When something goes wrong, the env tells you what happened:
env.transcript()— the ordered log of gateway events and REST calls (auto-attached to failing pytest tests).env.http_log— every REST request the bot made, to assert on or inspect.env.errors— exceptions the bot swallowed.env.inject_error("POST", "/channels/*/messages", status=500)— make matching REST calls fail, to test your bot's error handling.env.restart_bot()— restart the bot while the virtual world persists, to prove persistent views re-attach.
How it works
discord.py has two narrow seams: every REST call funnels through HTTPClient.request, and every
gateway event enters through ConnectionState.parsers. SimCord replaces the first with a fake
routed to an in-memory backend — a single source of truth for guilds, channels, members,
messages, commands and interactions — and injects Discord-shaped payloads through the second.

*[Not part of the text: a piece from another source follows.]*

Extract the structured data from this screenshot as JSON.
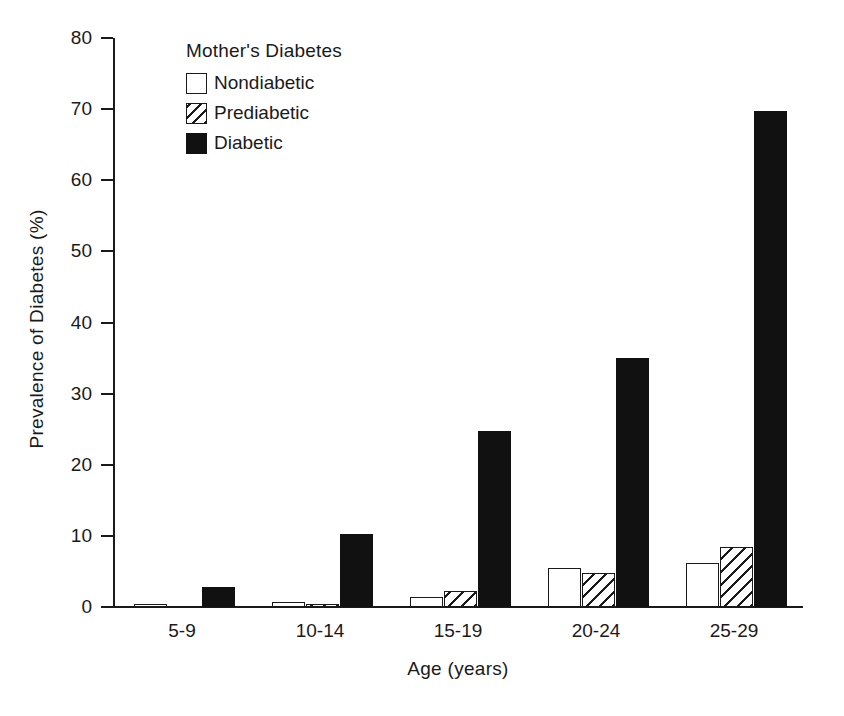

Everything between those seams, which is everything your bot touches, is real discord.py running
unmodified.
test ──► builders/actors ──► virtual backend (single source of truth)
│ │
gateway payloads ▼ ▼ REST responses
ConnectionState.parsers FakeHTTPClient route table
│ ▲
▼ │
your real, unmodified bot
More in the architecture docs.
SimCord vs. the alternatives
| SimCord | dpytest | Manual test server | |
|---|---|---|---|
| No network / no token | ✅ | ✅ | ❌ |
| Real discord.py internals | ✅ | Partial | ✅ |
| Slash commands & components | ✅ | ❌ | ✅ |
| Authentic error codes | ✅ | ❌ | ✅ |
| Time control | ✅ | ❌ | ❌ |
| Failure transcripts | ✅ | ❌ | ❌ |
| Maintained for discord.py 2.x | ✅ | ❌ | — |
Coming from dpytest? See the migration guide.
Documentation
| 🚀 Quickstart | Get a first test running. |
| 🧠 Core concepts | Builders, actors, queries — the model. |
| 📖 Guides | Messages, interactions, components, permissions, threads, time control, diagnostics. |
| 🍳 Recipes | Copy-paste patterns for common cases. |
| 📋 Parity matrix | Exactly what's implemented. |
| 🔖 API reference | Every public object and verb. |
Contributing
See CONTRIBUTING.md. Bug reports with a failing test are gold. If your bot hits an unimplemented route, the error names it — please open a parity gap issue.
License
MIT. Unofficial — not affiliated with Discord Inc. or the discord.py project.